Oh I like a little coding challenge 😊
I would swap the foreach out with a old school for loop, just because you can then go back in the loop to get the previous price.
So I assuming you are getting the prices from content nodes - into a list of ints called prices. if that list is ordered and a list.
UPDATE: OK so i missed that the prices where not the rounded numbers. the following will round those values into the nearest 100,000.
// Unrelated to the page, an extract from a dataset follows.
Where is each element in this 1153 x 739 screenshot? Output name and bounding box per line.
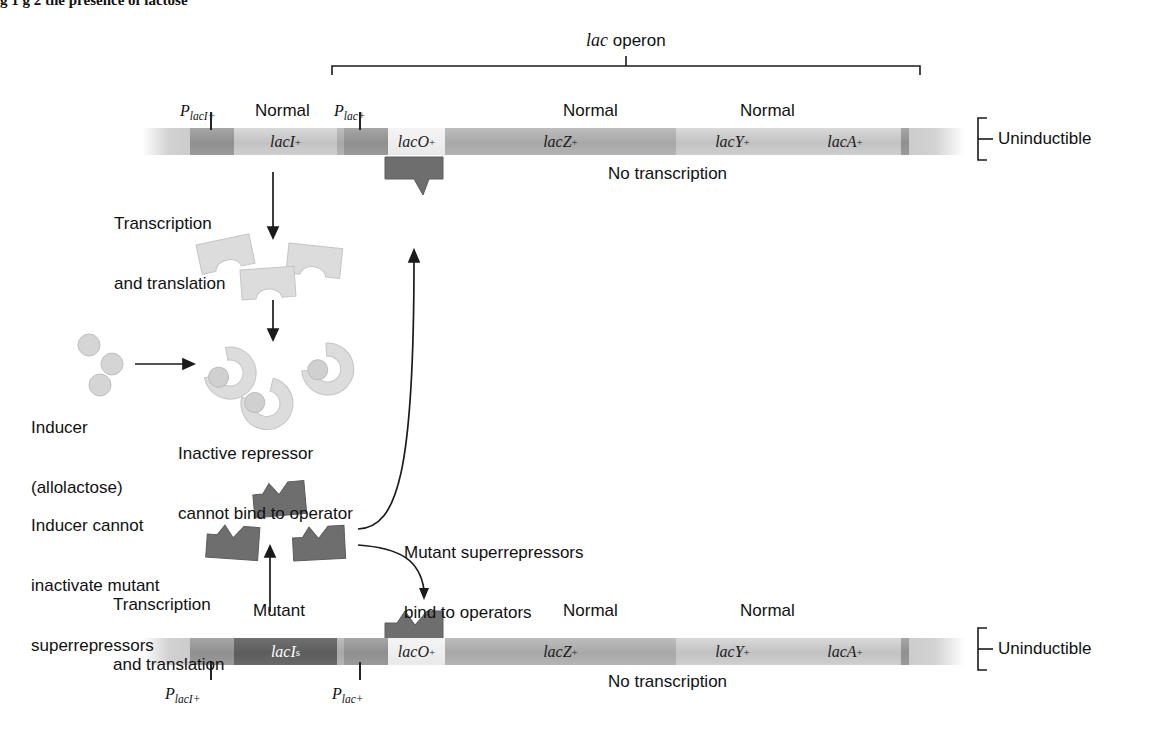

then i would use a for loop to start from the second item (1 in the index),
that gives you the list with ranges, .
OK,
I wasn't happy with that version :(
It returns whole lists e.g.
and i am not sure you wanted that (for example do you want the middle on to be £300,000 - £400,000) ?
So
Once you have all the prices grouped. If we assume that you just want the 100,000 ranges.
this would return
(if for example there are no 200,000 plot values)
So for compleatness (and with a step variable so you can change it).
HI Kevin,
Thank you for your help. I tried the code, now I have this version. Only difference that everything goes into a data attribute, like this:
Unfortunately, don't know how, but the result is the same:
Maybe just need to order by value and exclude the duplicates. Is that possible?
yeah i would split the loops out.
so do this to get all the prices across all the plots.
then distinct and round etc. after the loop
then the
for
loop - that way you get the distinct list across all developments,at the moment it looks like you are doing the for loop inside the other loop, not sure why is there a reason ?
Yeah, my bad. Now for loop is outside of the foreach. Much-much better, however, some values are missing 400,000-500,000 ; 500,000-600,000 ; 600,000-700,000 etc
They will be missing because there are no prices in those ranges ?
So there are two options,
you can either have all ranges, irrespective of them actually having values in ? e.g
if so - you could probibly bypass the whole collection thing and put a for loop in to build them.
or
If you still want to use the data but want the ranges to meet each other ,
e.g
then the first example did that, by doing the for loop from the second value (1 in the index) and then putting the p-1 value in the loop:
Thank you Kevin for you help, you really nailed it. Cheers!!